I dated someone who seemed to fit the bill perfectly, if the bill were to read as follows: "Single mom seeks partner who intimately understands autism and knows how to interact with a child with autism". (I wasn't seeking, but that's a whole other story).   He is the sib of a brother with pretty severe autism, now of course a grown adult, and had lived "it" his whole life, until he went off to college and then moved across the country.  But, not necessarily because of my child's autism, I had moments of being illogical, unreasonable, and self-centered in the context of the relationship.  He did, too.  Yet, he met the four criteria I required of a partner: great emotional connection/friendship, great physical connection, shared spiritual values as we had gone to church together for years, and, last but not least, acceptance of my son and his autism, but also acceptance of me as the mother of an autistic boy.  My son loved him.

Yet it is exactly the traits Mother Theresa spoke about which still, years later and not proudly on my part, at least, leave both of us bitter, angry, and still emotionally involved.  I mean that in the sense that I know he still checks up on me, reading my blog, trying to "one-up" me by making claims that aren't true, knowing my schedule and rather boring life by asking  mutual friends and acquaintances or, and this is the worst, calling names.  I still have these random moments when I remember something exceptionally good about our time together.  There are the equally random moments where a total stranger calls me asking about him because of events in his current life.  (That's happened no less than three times in the past month alone).  My kids still see his kids around where we live.  We still drive on the same main roads and pass each other.  Yet, because we act illogically, unreasonably, and are self-centered in some ways (including not being able to fully own our own mistakes, that's something I've been able to do, at least, but he hasn't), the relatively brief romantic relationship of one year, which developed after 8 years of friendship, still stings to this day.  We still seem to cause the other enormous amounts of pain.

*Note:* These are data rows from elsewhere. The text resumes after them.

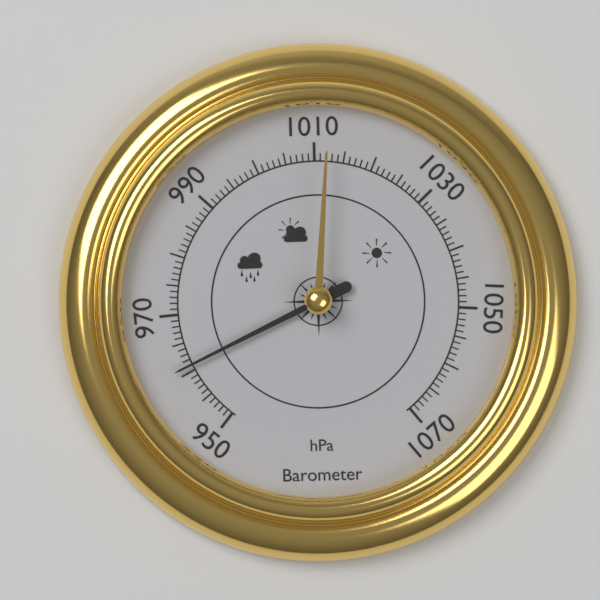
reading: 961 hPa
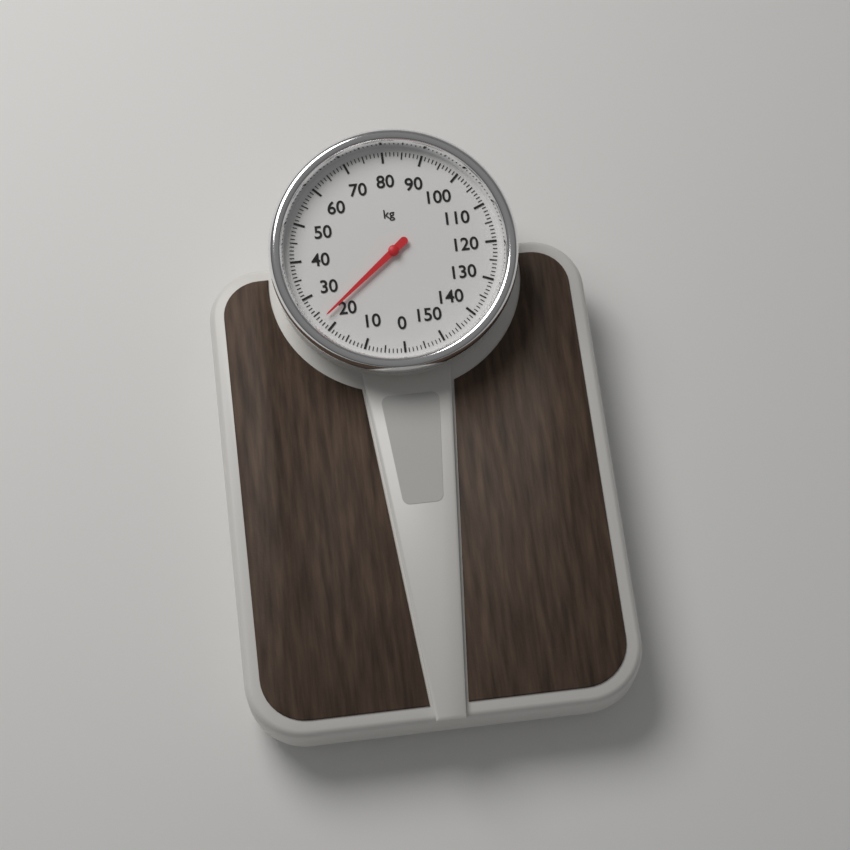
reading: 23 kg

Therefore, in responding to this mom, conflicted about how to date with a little one with autism and wondering where her loyalties should lay, I shared that, for that year, I tried to balance both, the relationship and the autism.  In the end, I failed miserably at both in different ways.  I lost someone who I was very much in love with and who I believe loved me, and I lost my way in advocating for what my son needed, at a time (remember, his parents just split up and he was now trying to figure out why mom had a boyfriend and why dad had a girlfriend and why he had two houses) that was challenging for him.  In the end, my inability to be both the partner I wanted to be, the mom I knew I could be and wanted to continue to be, the stress of raising three spirited girls, and trying to keep us in the only house my kids had ever really known, just broke me and my spirit.

I give huge kudos to those parents of children on the spectrum who have managed to stay married.  I have ginormous respect for those in particular whose marriages have remained strong, loving, and happy.  Of course, there are all of two couples, both friends who moved cross country to the West Coast, who fit this bill of all the autism parents I know well, either personally or through work.  They must have learned along the way to be reasonable, logical, child-centered, and most of all forgiving.  

That Mother Theresa was a pretty smart lady.  It blows me away to know she probably held me in her arms when I was an infant.  I will work on the forgiving piece and can only hope others work on it, too.  But, don't expect to see me on Match.com or Eharmony anytime soon.